Madlanga was born in 1962 in Njijini village, Mount Frere, to a family of the amaBhaca. He attended Mariazell High School in Matatiele. His father, a teacher, encouraged him to apply for a bursary to read law at the University of Transkei, where he completed a BJuris in 1981 in an atmosphere of growing unrest. During his final year he began working in a magistrate's office, though he was close friends with African National Congress activists under investigation by his colleagues. In 1985 he moved to Grahamstown, then in a state of "complete chaos", and completed an LLB at Rhodes University the following year. From 1987 to 1989 he worked as a law lecturer at the University of Transkei, teaching customary law, the law of delict and the law of contract. He won a scholarship to attend the University of Notre Dame and completed his LLM there in 1990. For the next six months he worked in the Washington, D.C. office of Amnesty International, where he briefly met Nelson Mandela after his release from prison.
On 1 August 2013, Madlanga was appointed permanently to the Constitutional Court, replacing Zak Yacoob. His appointment had been widely expected, especially after he impressed at his interview before the JSC, though some felt a woman ought to have been appointed. He was questioned on his 1998 judgment in Bangindawo v Head of the Nyanda Regional Authority, in which he had held controversially that there was "no reason whatsoever for the imposition of the western conception of the notions of judicial impartiality and independence in the African customary law setting". Madlanga admitted at the interview that this judgment was wrong. Madlanga's first judgment for the Constitutional Court was Gaertner v Minister of Finance, on the right to privacy and search and seizure. In March 2014, he wrote a 94-paragraph judgment dismissing Uruguayan businessman Gaston Savoi's challenge to his prosecution on charges of corruptly procuring a contract from the KwaZulu-Natal government. A year later, Madlanga delivered the controversial main judgment in Paulsen v SlipKnot Investments 777 Ltd, which removes an exception to the in duplum rule. This judgment was described as "consumer friendly", but marked a "sea change" for South African banking practice, and was strongly criticised extra-curially by Malcolm Wallis. Madlanga's next judgment for the Court was DE v RH, which abrogated the action for adultery. Madlanga was one of the authors of the majority judgment in the 2015 My Vote Counts v Speaker, National Assembly, which was widely condemned. The majority refused to hear an application by an NGO to compel Parliament to enact legislation requiring the disclosure of political parties' private funding.
Personal life
Madlanga's wife is Nkosisi Monica Madlanga. He has six children.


Task description:
Every line containing the string "right" is to be copied from the records.

Dataset rows about figures
============

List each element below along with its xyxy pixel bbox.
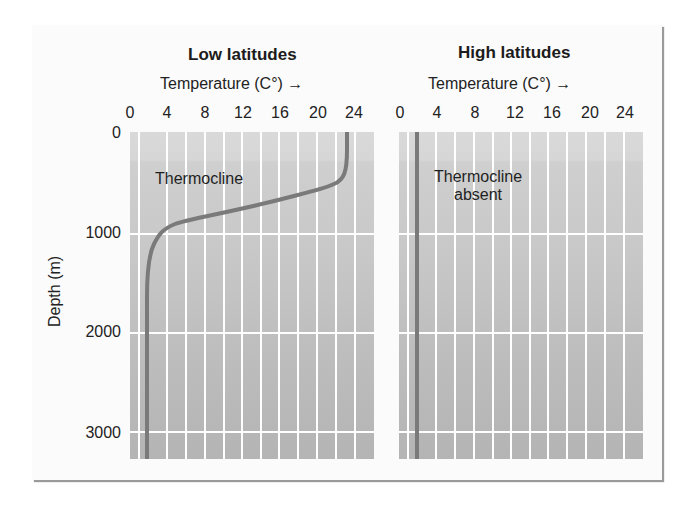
thermocline-absent-label: Thermocline absent [434,168,522,204]
left-x-tick: 12 [234,104,252,122]
right-x-tick: 24 [616,104,634,122]
left-x-tick: 8 [201,104,210,122]
thermocline-label: Thermocline [155,170,243,188]
right-chart-title: High latitudes [458,43,570,63]
y-tick: 0 [61,124,121,142]
y-axis-label: Depth (m) [46,256,64,327]
right-x-axis-label: Temperature (C°) → [428,75,571,93]
right-chart-plot: Thermocline absent [399,132,643,459]
y-tick: 2000 [61,323,121,341]
thermocline-absent-line1: Thermocline [434,168,522,186]
y-tick: 1000 [61,224,121,242]
left-x-tick: 20 [309,104,327,122]
left-x-tick: 0 [126,104,135,122]
left-x-tick: 4 [163,104,172,122]
left-chart-title: Low latitudes [188,45,297,65]
right-x-tick: 20 [581,104,599,122]
right-x-tick: 4 [433,104,442,122]
left-x-axis-label: Temperature (C°) → [160,75,303,93]
left-chart-plot: Thermocline [130,132,374,459]
right-x-tick: 16 [543,104,561,122]
thermocline-absent-line2: absent [434,186,522,204]
right-x-tick: 8 [471,104,480,122]
right-x-tick: 0 [396,104,405,122]
y-tick: 3000 [61,424,121,442]
left-x-tick: 24 [345,104,363,122]
left-x-tick: 16 [271,104,289,122]
right-x-tick: 12 [506,104,524,122]
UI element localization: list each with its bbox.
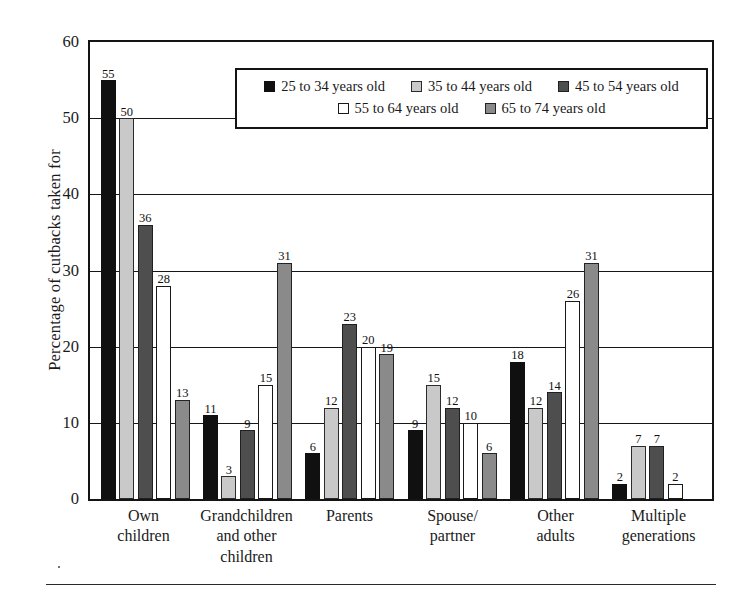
bar-value-label: 7 <box>635 433 641 446</box>
bar-value-label: 12 <box>530 395 543 408</box>
y-tick-label-60: 60 <box>63 32 80 52</box>
page-speck <box>58 566 60 568</box>
bar[interactable]: 31 <box>277 263 292 499</box>
bar[interactable]: 15 <box>426 385 441 499</box>
bar-value-label: 2 <box>672 471 678 484</box>
bar[interactable]: 28 <box>156 286 171 499</box>
bar-value-label: 31 <box>585 250 598 263</box>
legend-swatch-55-64-icon <box>338 103 349 114</box>
y-tick-label-10: 10 <box>63 413 80 433</box>
bar[interactable]: 19 <box>379 354 394 499</box>
legend-swatch-45-54-icon <box>558 81 569 92</box>
x-axis-label: Spouse/ partner <box>401 506 504 567</box>
bar-value-label: 18 <box>511 349 524 362</box>
bar-value-label: 3 <box>226 464 232 477</box>
bar-slot: 11 <box>203 42 218 499</box>
bar-value-label: 26 <box>567 288 580 301</box>
bar[interactable]: 55 <box>101 80 116 499</box>
figure-bar-chart: Percentage of cutbacks taken for 0102030… <box>0 0 744 595</box>
bar-slot: 55 <box>101 42 116 499</box>
bar-value-label: 31 <box>278 250 291 263</box>
bar-value-label: 7 <box>654 433 660 446</box>
bar-value-label: 13 <box>176 387 189 400</box>
y-tick-label-20: 20 <box>63 337 80 357</box>
bar[interactable]: 20 <box>361 347 376 499</box>
legend-item-label: 35 to 44 years old <box>428 76 532 98</box>
bar[interactable]: 26 <box>565 301 580 499</box>
bar-value-label: 23 <box>344 311 357 324</box>
bar-value-label: 6 <box>310 441 316 454</box>
bar-value-label: 10 <box>464 410 477 423</box>
bar[interactable]: 18 <box>510 362 525 499</box>
bar-value-label: 6 <box>486 441 492 454</box>
x-axis-label: Grandchildren and other children <box>195 506 298 567</box>
legend-swatch-35-44-icon <box>411 81 422 92</box>
y-tick-label-0: 0 <box>71 489 79 509</box>
legend-row-1: 25 to 34 years old35 to 44 years old45 t… <box>247 76 696 98</box>
bar[interactable]: 31 <box>584 263 599 499</box>
bar[interactable]: 2 <box>668 484 683 499</box>
y-tick-label-50: 50 <box>63 108 80 128</box>
chart-legend: 25 to 34 years old35 to 44 years old45 t… <box>235 68 708 129</box>
bar-value-label: 15 <box>260 372 273 385</box>
bar[interactable]: 12 <box>528 408 543 499</box>
legend-swatch-65-74-icon <box>485 103 496 114</box>
bar-value-label: 19 <box>381 342 394 355</box>
bar-value-label: 12 <box>325 395 338 408</box>
bar-slot: 36 <box>138 42 153 499</box>
bar-slot: 28 <box>156 42 171 499</box>
bar[interactable]: 11 <box>203 415 218 499</box>
x-axis-category-labels: Own childrenGrandchildren and other chil… <box>88 506 714 567</box>
bar[interactable]: 14 <box>547 392 562 499</box>
bar[interactable]: 50 <box>119 118 134 499</box>
y-tick-label-40: 40 <box>63 184 80 204</box>
legend-item-label: 55 to 64 years old <box>355 98 459 120</box>
bar[interactable]: 15 <box>258 385 273 499</box>
bar-value-label: 9 <box>244 418 250 431</box>
x-axis-label: Parents <box>298 506 401 567</box>
bar-slot: 13 <box>175 42 190 499</box>
bar[interactable]: 12 <box>445 408 460 499</box>
bar-value-label: 2 <box>617 471 623 484</box>
bar[interactable]: 9 <box>408 430 423 499</box>
bar-value-label: 9 <box>412 418 418 431</box>
legend-swatch-25-34-icon <box>264 81 275 92</box>
bar[interactable]: 6 <box>305 453 320 499</box>
bar[interactable]: 9 <box>240 430 255 499</box>
bar-value-label: 28 <box>157 273 170 286</box>
legend-item-label: 25 to 34 years old <box>281 76 385 98</box>
x-axis-label: Multiple generations <box>607 506 710 567</box>
bar-value-label: 50 <box>120 106 133 119</box>
x-axis-label: Other adults <box>504 506 607 567</box>
bar-value-label: 12 <box>446 395 459 408</box>
bar[interactable]: 13 <box>175 400 190 499</box>
legend-item[interactable]: 45 to 54 years old <box>558 76 679 98</box>
bar[interactable]: 12 <box>324 408 339 499</box>
legend-item-label: 45 to 54 years old <box>575 76 679 98</box>
bar-value-label: 36 <box>139 212 152 225</box>
footer-rule <box>46 584 716 585</box>
bar-value-label: 55 <box>102 68 115 81</box>
bar[interactable]: 2 <box>612 484 627 499</box>
bar[interactable]: 7 <box>631 446 646 499</box>
bar[interactable]: 36 <box>138 225 153 499</box>
legend-item[interactable]: 65 to 74 years old <box>485 98 606 120</box>
bar-value-label: 20 <box>362 334 375 347</box>
bar-slot: 50 <box>119 42 134 499</box>
bar-value-label: 15 <box>427 372 440 385</box>
bar[interactable]: 6 <box>482 453 497 499</box>
legend-item[interactable]: 55 to 64 years old <box>338 98 459 120</box>
legend-item[interactable]: 25 to 34 years old <box>264 76 385 98</box>
bar-value-label: 11 <box>204 403 216 416</box>
legend-item[interactable]: 35 to 44 years old <box>411 76 532 98</box>
legend-row-2: 55 to 64 years old65 to 74 years old <box>247 98 696 120</box>
bar[interactable]: 7 <box>649 446 664 499</box>
bar-value-label: 14 <box>548 380 561 393</box>
bar-group: 5550362813 <box>94 42 196 499</box>
bar[interactable]: 10 <box>463 423 478 499</box>
bar[interactable]: 3 <box>221 476 236 499</box>
legend-item-label: 65 to 74 years old <box>502 98 606 120</box>
y-tick-label-30: 30 <box>63 261 80 281</box>
bar[interactable]: 23 <box>342 324 357 499</box>
x-axis-label: Own children <box>92 506 195 567</box>
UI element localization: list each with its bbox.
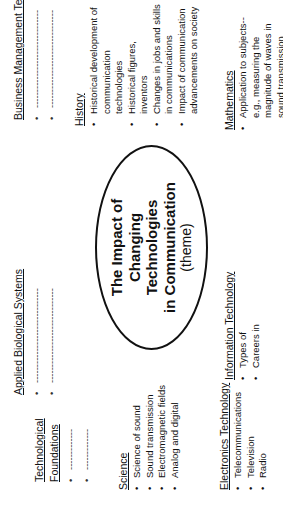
technological-foundations-list: ------------- ------------- bbox=[65, 402, 93, 482]
list-item: Types of bbox=[237, 250, 250, 380]
list-item: ------------------------------ bbox=[46, 255, 59, 395]
list-item: Sound transmission bbox=[144, 380, 157, 490]
web-diagram-page: Technological Foundations ------------- … bbox=[0, 0, 283, 506]
list-item: Impact of communication advancements on … bbox=[176, 0, 201, 126]
list-item: ------------------------------ bbox=[31, 255, 44, 395]
list-item: Science of sound bbox=[131, 380, 144, 490]
information-technology-heading: Information Technology bbox=[223, 250, 236, 380]
list-item: Careers in bbox=[250, 250, 263, 380]
information-technology-list: Types of Careers in bbox=[237, 250, 262, 380]
theme-title-line: Technologies bbox=[143, 200, 161, 296]
science-section: Science Science of sound Sound transmiss… bbox=[117, 380, 181, 490]
electronics-technology-section: Electronics Technology Telecommunication… bbox=[218, 370, 270, 490]
list-item: ------------- bbox=[81, 402, 94, 482]
list-item: Television bbox=[245, 370, 258, 490]
mathematics-heading: Mathematics bbox=[223, 15, 236, 130]
list-item: Radio bbox=[257, 370, 270, 490]
theme-ellipse: The Impact of Changing Technologies in C… bbox=[95, 145, 208, 350]
history-list: Historical development of communication … bbox=[88, 0, 201, 126]
business-management-technology-section: Business Management Technology ---------… bbox=[12, 0, 58, 120]
list-item: ------------------------------- bbox=[31, 0, 44, 120]
mathematics-section: Mathematics Application to subjects-- e.… bbox=[223, 15, 283, 130]
information-technology-section: Information Technology Types of Careers … bbox=[223, 250, 262, 380]
list-item: ------------------------------- bbox=[46, 0, 59, 120]
list-item: Application to subjects-- e.g., measurin… bbox=[237, 15, 283, 130]
list-item: Historical development of communication … bbox=[88, 0, 126, 126]
list-item: Telecommunications bbox=[232, 370, 245, 490]
business-management-technology-heading: Business Management Technology bbox=[12, 0, 25, 120]
theme-title-line: Changing bbox=[126, 213, 144, 282]
electronics-technology-list: Telecommunications Television Radio bbox=[232, 370, 270, 490]
history-section: History Historical development of commun… bbox=[73, 0, 201, 126]
list-item: Electromagnetic fields bbox=[156, 380, 169, 490]
theme-title-line: in Communication bbox=[161, 182, 179, 313]
technological-foundations-section: Technological Foundations ------------- … bbox=[33, 402, 93, 482]
list-item: ------------- bbox=[65, 402, 78, 482]
electronics-technology-heading: Electronics Technology bbox=[218, 370, 231, 490]
mathematics-list: Application to subjects-- e.g., measurin… bbox=[237, 15, 283, 130]
list-item: Analog and digital bbox=[169, 380, 182, 490]
history-heading: History bbox=[73, 0, 86, 126]
theme-title-line: The Impact of bbox=[108, 199, 126, 297]
applied-biological-systems-section: Applied Biological Systems -------------… bbox=[12, 255, 58, 395]
applied-biological-systems-list: ------------------------------ ---------… bbox=[31, 255, 58, 395]
list-item: Changes in jobs and skills in communicat… bbox=[151, 0, 176, 126]
science-heading: Science bbox=[117, 380, 130, 490]
technological-foundations-heading: Technological Foundations bbox=[33, 402, 61, 482]
list-item: Historical figures, inventors bbox=[126, 0, 151, 126]
science-list: Science of sound Sound transmission Elec… bbox=[131, 380, 181, 490]
applied-biological-systems-heading: Applied Biological Systems bbox=[12, 255, 25, 395]
business-management-technology-list: ------------------------------- --------… bbox=[31, 0, 58, 120]
theme-subtitle: (theme) bbox=[178, 223, 195, 271]
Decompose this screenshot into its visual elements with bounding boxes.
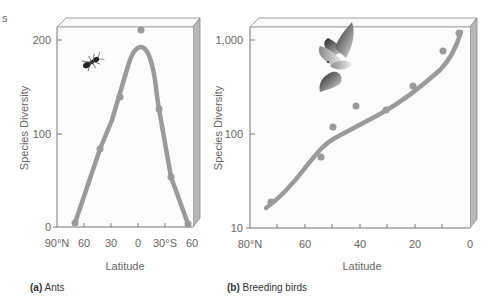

============

Result:
right-x-tick: 24 [616,104,634,122]
right-chart-title: High latitudes [458,43,570,63]
right-x-axis-label: Temperature (C°) → [428,75,571,93]
right-chart-plot: Thermocline absent [399,132,643,459]
right-x-tick: 20 [581,104,599,122]
right-x-tick: 4 [433,104,442,122]
right-x-tick: 16 [543,104,561,122]
right-x-tick: 8 [471,104,480,122]
right-x-tick: 0 [396,104,405,122]
right-x-tick: 12 [506,104,524,122]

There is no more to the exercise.